Living on La Revolución in Cuba

I spent exactly one week in Cuba so I can’t claim to know it. What I will say is my own subjective experience in Cuba.

Che at the Plaza la Revolucion. Rosebell Kagumire photo

In Cuba, you will hear the about la revolución many times. I stayed in Habana, the capital for 3 days and it was quite a place that gives a historical experience but leaves you with a heavy heard.  In my homeland that I have traversed over the last five years, I have seen pain, suffering and poverty but I can say I have not seen Ugandans,  save for war affected north and Karamoja, line up for food.

Everything is fried and if you ever find beef then you know it is a miracle. The few cattle, I read somewhere, are owned by the government. Everything is rationed, communist style. For the ordinary Cubans is lining up whether it is at a bakery or ‘supermarket’, at a clothes store (which are not many) is the norm.  In Cuba I came to realise what food insecurity is all about.

Before I left, I had this well crafted romanticized view of what Habana would be like, the cigars, a Mojito, a Havana club and I never heard of the other side. There are few streets in old Habana and centro which are well polished for tourists, and then a few blocks, the reality of life here hits you. I was alone so I found asking myself many questions and having no answers. Questions about the dilapidated buildings, the sewage on almost every street, human waste not just on the streets but on the Capital building that is a major feature of the city. I had to face that yes, spitting is part of this country and you won’t move even five minutes without finding someone spitting on the street sometimes right in front of you.I was reminded of a story that goes around Kampalaa that Rwandan President ordered that you can’t spit on the streets in his country. While some say that’s a dictatorial sign having seen Habana streets, I say such a ban is ok.

For me some of these streets felt like being at some police post in Uganda with that stench of human waste that engulfs you on your first step.

The revolution is just what many Cubans reminisce about, dream about and live on. The revolution was indeed a great success but more than 50 years downs the road, when all those revolutionary figures are long dead and those surviving are in the evening of their lives, what’s in it for the current generations and generations to come. To have a government control everything you want to be, what you eat, whom to talk to and to seek permission move out of that country is absurd.

How long can you live on history or how much should history control you? When Fidel Castro decided to hand over power to his brother Raul Castro in 2009 , there was a hope that the younger Castro would bring some reforms but not much has been done. So the talk of revolution is a comfortable talk, you can hardly criticise the government here and evidence as the country has so many political dissents in jail.

One of the houses I stayed at was this 60 something old man who had fought in Angola and all we talked about was the need to fight America’s influence just like the Cubans have done.

I agreed to the fight but the fight against foreign control must be balanced by developing our own countries. To me the concentration on a foreign ‘enemy’ many times makes us forgot to question events in our own countries and that’s what makes us remain with only history to hold onto.

The poverty right in the heart of the capital made me wonder whether countries like US have a clue about who bears the burden of their fights to isolate countries like Cuba.  I only  saw the isolation of a people and my trip was abit depressing on one part. Alcohol and tobacco are the only cheap things here.

Well I saved the best experiences for last. Habana is about museums and history, out of Habana  great scenery, tobacco fields and sugarcane plantations, I ventured out to the colonial town of Trinidad which is very beautiful with good beaches close by. Coming from Uganda I am mesmerized by the ocean beauty.

Capitolio building in Habana

The I visited the Che Momument in Santa Clara where his remains are buried and where all the stuff he used, knives, guns, radios are. Che here is a demigod whom I gladly ‘worshipped’. He made a big impact in Latin America and the world and this is seen in his work in the Congo where he worked with charismatic Patrice Lumumba. His pictures from Congo hang in the museum and there’s a street in this little Che town called Lumumba which excited me becuase in Kampala there’s Lumumba avenue .

The whole of Cuba is living history from all continents. From Spanish colonial influence to heavy African culture so I was more than glad to expereince the African culture that survived slavery and evolved over centuries. The Afro-Cuban dances are amazing and I was many times thought to be Cuban. Well I may be way far lacking in nationalism but I say  Hasta la Victoria Siempre if that victory is about people getting to live in a more dignified way. And i hope Cuba will take steps in better direction.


** TASK TO CARRY OUT **
Transcribe each entry so that it matches the original exactly.

BEGIN

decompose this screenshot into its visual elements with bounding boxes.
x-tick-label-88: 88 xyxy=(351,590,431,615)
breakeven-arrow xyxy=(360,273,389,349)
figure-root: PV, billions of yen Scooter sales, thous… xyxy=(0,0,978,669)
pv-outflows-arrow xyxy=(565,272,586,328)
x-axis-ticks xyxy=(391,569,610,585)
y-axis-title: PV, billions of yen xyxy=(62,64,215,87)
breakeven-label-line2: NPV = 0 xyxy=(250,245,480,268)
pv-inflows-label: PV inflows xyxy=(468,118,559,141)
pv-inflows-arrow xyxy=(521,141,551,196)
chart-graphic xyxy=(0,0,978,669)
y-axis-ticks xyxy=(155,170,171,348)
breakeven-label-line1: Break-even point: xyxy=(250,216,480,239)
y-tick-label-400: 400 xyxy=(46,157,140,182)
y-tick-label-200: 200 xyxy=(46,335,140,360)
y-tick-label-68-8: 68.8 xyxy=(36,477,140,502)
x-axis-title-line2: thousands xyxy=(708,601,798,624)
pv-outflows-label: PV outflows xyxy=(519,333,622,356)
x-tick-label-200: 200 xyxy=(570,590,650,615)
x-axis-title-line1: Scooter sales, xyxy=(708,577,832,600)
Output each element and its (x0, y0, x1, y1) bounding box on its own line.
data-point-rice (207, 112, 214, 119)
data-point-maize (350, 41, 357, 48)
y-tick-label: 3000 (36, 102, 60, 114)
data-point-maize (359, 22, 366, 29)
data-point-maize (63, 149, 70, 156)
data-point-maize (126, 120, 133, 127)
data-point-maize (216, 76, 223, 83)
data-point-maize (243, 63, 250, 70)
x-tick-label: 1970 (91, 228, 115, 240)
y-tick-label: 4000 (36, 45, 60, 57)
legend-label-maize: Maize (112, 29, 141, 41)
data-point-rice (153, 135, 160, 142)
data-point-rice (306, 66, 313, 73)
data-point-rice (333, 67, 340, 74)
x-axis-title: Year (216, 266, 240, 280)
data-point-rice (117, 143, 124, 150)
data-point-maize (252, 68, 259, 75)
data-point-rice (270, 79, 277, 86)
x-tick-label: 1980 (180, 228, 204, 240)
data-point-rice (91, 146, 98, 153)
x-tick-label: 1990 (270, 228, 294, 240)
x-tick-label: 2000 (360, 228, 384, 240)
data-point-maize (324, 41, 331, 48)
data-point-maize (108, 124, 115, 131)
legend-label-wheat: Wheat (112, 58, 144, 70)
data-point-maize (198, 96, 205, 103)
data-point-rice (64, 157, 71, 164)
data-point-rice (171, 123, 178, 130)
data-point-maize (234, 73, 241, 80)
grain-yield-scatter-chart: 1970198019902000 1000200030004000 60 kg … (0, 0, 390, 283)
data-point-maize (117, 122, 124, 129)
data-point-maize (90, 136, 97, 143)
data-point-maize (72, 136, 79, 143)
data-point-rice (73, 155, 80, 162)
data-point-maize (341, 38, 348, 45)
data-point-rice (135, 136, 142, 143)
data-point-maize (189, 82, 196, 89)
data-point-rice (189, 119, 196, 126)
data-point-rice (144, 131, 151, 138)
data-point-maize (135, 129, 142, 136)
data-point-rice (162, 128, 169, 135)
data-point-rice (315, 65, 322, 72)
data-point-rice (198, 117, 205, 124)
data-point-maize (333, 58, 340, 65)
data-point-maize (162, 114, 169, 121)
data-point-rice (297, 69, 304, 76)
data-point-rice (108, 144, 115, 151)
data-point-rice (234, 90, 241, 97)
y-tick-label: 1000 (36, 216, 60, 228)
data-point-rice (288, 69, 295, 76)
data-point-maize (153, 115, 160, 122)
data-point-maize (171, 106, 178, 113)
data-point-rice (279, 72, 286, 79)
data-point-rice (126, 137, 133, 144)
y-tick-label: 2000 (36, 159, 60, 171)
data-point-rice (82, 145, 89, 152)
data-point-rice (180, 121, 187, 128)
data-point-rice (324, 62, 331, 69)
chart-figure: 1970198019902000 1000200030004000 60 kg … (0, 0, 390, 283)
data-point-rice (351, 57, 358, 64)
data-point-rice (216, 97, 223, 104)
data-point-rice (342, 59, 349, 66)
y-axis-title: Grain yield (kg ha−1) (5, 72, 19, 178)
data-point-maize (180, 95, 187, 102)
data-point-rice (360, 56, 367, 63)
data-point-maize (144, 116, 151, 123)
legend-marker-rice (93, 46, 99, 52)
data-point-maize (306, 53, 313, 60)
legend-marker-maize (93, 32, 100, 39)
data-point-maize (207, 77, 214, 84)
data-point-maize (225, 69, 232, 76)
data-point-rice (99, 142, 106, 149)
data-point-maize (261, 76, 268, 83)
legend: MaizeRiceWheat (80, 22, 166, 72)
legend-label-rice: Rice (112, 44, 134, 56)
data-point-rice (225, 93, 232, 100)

END

** SOLUTION FOR THIS TASK **
decompose this screenshot into its visual elements with bounding boxes.
x-tick-label-88: 88 xyxy=(351,590,431,615)
breakeven-arrow xyxy=(360,273,389,349)
figure-root: PV, billions of yen Scooter sales, thous… xyxy=(0,0,978,669)
pv-outflows-arrow xyxy=(565,272,586,328)
x-axis-ticks xyxy=(391,569,610,585)
y-axis-title: PV, billions of yen xyxy=(62,64,215,87)
breakeven-label-line2: NPV = 0 xyxy=(250,245,480,268)
pv-inflows-label: PV inflows xyxy=(468,118,559,141)
pv-inflows-arrow xyxy=(521,141,551,196)
chart-graphic xyxy=(0,0,978,669)
y-axis-ticks xyxy=(155,170,171,348)
breakeven-label-line1: Break-even point: xyxy=(250,216,480,239)
y-tick-label-400: 400 xyxy=(46,157,140,182)
y-tick-label-200: 200 xyxy=(46,335,140,360)
y-tick-label-68-8: 68.8 xyxy=(36,477,140,502)
x-axis-title-line2: thousands xyxy=(708,601,798,624)
pv-outflows-label: PV outflows xyxy=(519,333,622,356)
x-tick-label-200: 200 xyxy=(570,590,650,615)
x-axis-title-line1: Scooter sales, xyxy=(708,577,832,600)
Output each element and its (x0, y0, x1, y1) bounding box on its own line.
data-point-rice (207, 112, 214, 119)
data-point-maize (350, 41, 357, 48)
y-tick-label: 3000 (36, 102, 60, 114)
data-point-maize (359, 22, 366, 29)
data-point-maize (63, 149, 70, 156)
data-point-maize (126, 120, 133, 127)
data-point-maize (216, 76, 223, 83)
data-point-maize (243, 63, 250, 70)
x-tick-label: 1970 (91, 228, 115, 240)
y-tick-label: 4000 (36, 45, 60, 57)
legend-label-maize: Maize (112, 29, 141, 41)
data-point-rice (153, 135, 160, 142)
data-point-rice (306, 66, 313, 73)
data-point-rice (333, 67, 340, 74)
x-axis-title: Year (216, 266, 240, 280)
data-point-rice (117, 143, 124, 150)
data-point-maize (252, 68, 259, 75)
data-point-rice (270, 79, 277, 86)
x-tick-label: 1980 (180, 228, 204, 240)
data-point-rice (91, 146, 98, 153)
x-tick-label: 1990 (270, 228, 294, 240)
x-tick-label: 2000 (360, 228, 384, 240)
data-point-maize (324, 41, 331, 48)
data-point-maize (108, 124, 115, 131)
legend-label-wheat: Wheat (112, 58, 144, 70)
data-point-maize (198, 96, 205, 103)
data-point-rice (64, 157, 71, 164)
data-point-rice (171, 123, 178, 130)
data-point-maize (234, 73, 241, 80)
grain-yield-scatter-chart: 1970198019902000 1000200030004000 60 kg … (0, 0, 390, 283)
data-point-maize (117, 122, 124, 129)
data-point-maize (90, 136, 97, 143)
data-point-maize (72, 136, 79, 143)
data-point-rice (73, 155, 80, 162)
data-point-maize (341, 38, 348, 45)
data-point-rice (135, 136, 142, 143)
data-point-maize (189, 82, 196, 89)
data-point-rice (189, 119, 196, 126)
data-point-rice (144, 131, 151, 138)
data-point-maize (135, 129, 142, 136)
data-point-rice (162, 128, 169, 135)
data-point-rice (315, 65, 322, 72)
data-point-rice (198, 117, 205, 124)
data-point-maize (333, 58, 340, 65)
data-point-maize (162, 114, 169, 121)
data-point-rice (297, 69, 304, 76)
data-point-rice (108, 144, 115, 151)
data-point-rice (234, 90, 241, 97)
y-tick-label: 1000 (36, 216, 60, 228)
data-point-rice (288, 69, 295, 76)
data-point-maize (153, 115, 160, 122)
data-point-maize (171, 106, 178, 113)
data-point-rice (279, 72, 286, 79)
data-point-rice (126, 137, 133, 144)
y-tick-label: 2000 (36, 159, 60, 171)
data-point-rice (82, 145, 89, 152)
data-point-rice (180, 121, 187, 128)
data-point-rice (324, 62, 331, 69)
chart-figure: 1970198019902000 1000200030004000 60 kg … (0, 0, 390, 283)
data-point-rice (351, 57, 358, 64)
data-point-rice (216, 97, 223, 104)
data-point-rice (342, 59, 349, 66)
y-axis-title: Grain yield (kg ha−1) (5, 72, 19, 178)
data-point-maize (180, 95, 187, 102)
data-point-rice (360, 56, 367, 63)
data-point-maize (144, 116, 151, 123)
legend-marker-rice (93, 46, 99, 52)
data-point-maize (306, 53, 313, 60)
legend-marker-maize (93, 32, 100, 39)
data-point-maize (207, 77, 214, 84)
data-point-maize (225, 69, 232, 76)
data-point-rice (99, 142, 106, 149)
data-point-maize (261, 76, 268, 83)
legend: MaizeRiceWheat (80, 22, 166, 72)
legend-label-rice: Rice (112, 44, 134, 56)
data-point-rice (225, 93, 232, 100)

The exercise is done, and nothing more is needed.